Three habits, in order. First, default to walking nine holes after work instead of 18 on weekends — it is faster to schedule, easier on your back, and adds up to more total rounds per season than waiting for the perfect Saturday morning slot. Second, pre-book your weekend tee time on Monday so you do not lose it to a Saturday chore list. Third, treat practice as something you do at home in 15-minute blocks, not as a separate trip to the range. Combine all three and you can comfortably hit 25–30 rounds per year without disrupting work or family obligations.
What golf-specific fitness actually matters for weekend players?
Three things, in order of impact: hip mobility, core rotational strength, and shoulder external rotation. Forget the high-end "golf workouts" you see on Instagram — most of the gains come from 10 minutes of mobility work three times a week. A foam roller, a resistance band, and a yoga mat covers 90% of what you need.
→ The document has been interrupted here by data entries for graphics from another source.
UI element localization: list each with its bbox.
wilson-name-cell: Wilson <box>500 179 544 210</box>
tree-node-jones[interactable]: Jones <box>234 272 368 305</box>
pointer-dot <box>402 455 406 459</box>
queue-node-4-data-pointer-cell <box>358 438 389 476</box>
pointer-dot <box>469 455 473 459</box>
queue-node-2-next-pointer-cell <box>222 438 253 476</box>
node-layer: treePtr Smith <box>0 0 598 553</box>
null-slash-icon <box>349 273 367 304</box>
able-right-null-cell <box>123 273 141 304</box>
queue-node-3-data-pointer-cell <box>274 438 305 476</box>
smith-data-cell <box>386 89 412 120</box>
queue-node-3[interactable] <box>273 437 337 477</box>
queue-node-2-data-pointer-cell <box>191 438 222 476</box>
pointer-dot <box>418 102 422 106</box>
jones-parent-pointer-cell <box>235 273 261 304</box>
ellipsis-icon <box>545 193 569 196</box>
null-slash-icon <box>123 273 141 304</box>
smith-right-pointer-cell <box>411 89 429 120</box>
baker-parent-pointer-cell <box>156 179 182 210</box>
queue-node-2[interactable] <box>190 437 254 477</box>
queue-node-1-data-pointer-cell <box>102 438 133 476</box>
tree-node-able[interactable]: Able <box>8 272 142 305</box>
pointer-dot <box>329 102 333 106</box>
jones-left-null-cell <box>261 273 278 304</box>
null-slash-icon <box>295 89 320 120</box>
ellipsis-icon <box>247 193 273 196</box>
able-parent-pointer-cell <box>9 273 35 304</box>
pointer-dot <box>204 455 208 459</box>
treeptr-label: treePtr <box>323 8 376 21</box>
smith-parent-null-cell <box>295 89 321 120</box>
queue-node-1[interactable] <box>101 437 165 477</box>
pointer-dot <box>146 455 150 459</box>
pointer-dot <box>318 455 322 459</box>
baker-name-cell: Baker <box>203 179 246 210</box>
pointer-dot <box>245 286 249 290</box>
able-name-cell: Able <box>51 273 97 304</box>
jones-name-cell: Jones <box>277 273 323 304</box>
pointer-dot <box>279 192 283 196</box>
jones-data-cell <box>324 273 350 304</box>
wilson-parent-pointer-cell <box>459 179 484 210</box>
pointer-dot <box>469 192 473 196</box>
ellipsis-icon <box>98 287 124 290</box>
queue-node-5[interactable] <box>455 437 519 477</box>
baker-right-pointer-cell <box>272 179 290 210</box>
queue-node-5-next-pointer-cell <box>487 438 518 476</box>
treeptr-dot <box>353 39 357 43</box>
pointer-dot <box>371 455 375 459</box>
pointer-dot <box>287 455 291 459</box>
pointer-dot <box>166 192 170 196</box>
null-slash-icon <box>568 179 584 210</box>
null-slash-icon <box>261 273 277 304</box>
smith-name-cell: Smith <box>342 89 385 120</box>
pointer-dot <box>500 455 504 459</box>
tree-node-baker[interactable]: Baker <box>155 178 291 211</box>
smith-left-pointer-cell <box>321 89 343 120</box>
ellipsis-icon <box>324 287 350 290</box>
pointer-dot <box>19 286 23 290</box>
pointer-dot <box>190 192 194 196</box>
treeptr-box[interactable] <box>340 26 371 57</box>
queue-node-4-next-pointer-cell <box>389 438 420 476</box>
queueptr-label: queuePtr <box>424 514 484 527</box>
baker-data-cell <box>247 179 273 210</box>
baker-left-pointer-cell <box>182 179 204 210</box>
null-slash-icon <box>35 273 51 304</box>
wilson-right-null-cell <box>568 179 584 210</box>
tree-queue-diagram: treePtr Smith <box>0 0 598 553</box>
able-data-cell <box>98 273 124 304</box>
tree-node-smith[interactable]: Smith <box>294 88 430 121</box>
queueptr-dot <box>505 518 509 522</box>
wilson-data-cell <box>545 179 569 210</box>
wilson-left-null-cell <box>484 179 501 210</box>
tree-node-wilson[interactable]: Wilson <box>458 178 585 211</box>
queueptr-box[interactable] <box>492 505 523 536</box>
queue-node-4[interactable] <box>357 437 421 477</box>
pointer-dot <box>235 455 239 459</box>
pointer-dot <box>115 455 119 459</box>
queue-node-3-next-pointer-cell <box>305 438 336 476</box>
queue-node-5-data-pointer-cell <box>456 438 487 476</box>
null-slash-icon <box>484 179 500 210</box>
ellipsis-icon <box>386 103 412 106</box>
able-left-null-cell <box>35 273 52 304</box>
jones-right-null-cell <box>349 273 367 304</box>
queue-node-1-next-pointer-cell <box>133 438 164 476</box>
The <a href="/desk-exercises-fix-golf-slice/">desk exercises for golfers</a> is built specifically for people who sit all day and need to undo the damage before Saturday.
Is golf travel worth it once a year, or should I just play my local course more?
One destination trip a year does more for your love of the game than 10 extra rounds at your home course. The novelty of a new course resets the routine and gives you a memory that carries you through the long winter. The trick is to pick a destination that does not blow your golf budget for the year — see our <a href="/best-golf-courses-weekend-drive/">weekend-drive golf courses</a> guide for trips that are reachable without flights.
How do you stay sharp during the winter offseason?
Three things, all done indoors. Putt on carpet using a putting mirror — 10 minutes, three times a week. Hit foam balls into a net in the garage for swing-feel maintenance — short sessions, focused on tempo not power. Watch one round of competitive golf a week with the sound off, paying attention to pre-shot routines. By April you will not feel like you forgot how to play. Our <a href="/how-to-practice-golf-at-home/">at-home practice guide</a> has the full off-season routine.
Why does this site keep talking about "weekend golfers" and "cubicle golfers"?
Because most golf content is written for a player who does not exist — the one with 20 hours a week to practice, a tour-level swing, and a six-figure equipment budget. This site is written for the actual majority: people with day jobs who get out 15–30 times a year, shoot somewhere between 85 and 100, and want their limited golf time to feel worth it. Every recommendation on the site assumes that reality.